Cook with Jackie Oh for AAPI Heritage Month

What’s Eating Jackie Oh? by Patricia Park

My rating: 5 of 5 stars

Patricia Park has created a fabulous book that brings together food, family, expectations, aspirations, stereotypes, and prejudice. I fully enjoyed this novel on a lot of different levels.

The main theme is about a girl being true to herself even when it means doing something that her family doesn’t necessarily approve of. Jackie Oh is Korean, which has the unspoken understanding that her parents expect her to have a high GPA and career aspirations. But what Jackie really wants is to be a chef, to feel the joy that she has when working in her grandparents’ diner. She struggles to care about school and risks it all when an opportunity arrises to audition for a teen cooking challenge. During the interview process and on the challenge itself, she has to question who she is and what kind of chef she wants to be. There is an implicit expectation that she cook “Asian” and that she act a certain way. We have all faced stereotypes, but these expectations and, at times, rude comments begin to tear her down.

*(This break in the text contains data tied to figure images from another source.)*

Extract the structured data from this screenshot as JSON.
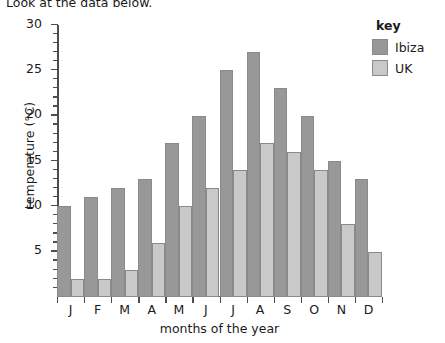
{
  "intro": {
    "text": "Look at the data below."
  },
  "legend": {
    "title": "key",
    "position": "top-right",
    "entries": [
      {
        "label": "Ibiza",
        "color": "#989898"
      },
      {
        "label": "UK",
        "color": "#c9c9c9"
      }
    ]
  },
  "chart_data": {
    "type": "bar",
    "title": "",
    "xlabel": "months of the year",
    "ylabel": "temperature (°C)",
    "categories": [
      "J",
      "F",
      "M",
      "A",
      "M",
      "J",
      "J",
      "A",
      "S",
      "O",
      "N",
      "D"
    ],
    "category_full_names": [
      "January",
      "February",
      "March",
      "April",
      "May",
      "June",
      "July",
      "August",
      "September",
      "October",
      "November",
      "December"
    ],
    "series": [
      {
        "name": "Ibiza",
        "color": "#989898",
        "values": [
          10,
          11,
          12,
          13,
          17,
          20,
          25,
          27,
          23,
          20,
          15,
          13
        ]
      },
      {
        "name": "UK",
        "color": "#c9c9c9",
        "values": [
          2,
          2,
          3,
          6,
          10,
          12,
          14,
          17,
          16,
          14,
          8,
          5
        ]
      }
    ],
    "ylim": [
      0,
      30
    ],
    "ytick_labels": [
      "5",
      "10",
      "15",
      "20",
      "25",
      "30"
    ],
    "ytick_values": [
      5,
      10,
      15,
      20,
      25,
      30
    ],
    "yminor_step": 1,
    "grid": false,
    "bar_gap": "none",
    "units": "°C"
  }
}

I loved the intergenerational relationships in this story as well as the generational trauma that faces many families, especially immigrants. I remember dealing with my grandparents’ behavior after living through the Depression and how it colored everything they did.

I was surprised by how it brought in the hate crimes that happened post-Covid to the AAPI community. That said, I think it is important for that to be acknowledged and for a wider swath of people to understand it. As May is AAPI Heritage Month, this is coming out just in time to be fully celebrated at that time.

This is a wonderful book for high school libraries.

Thank you to NetGalley and Crown Books for the eARC is return for an honest review.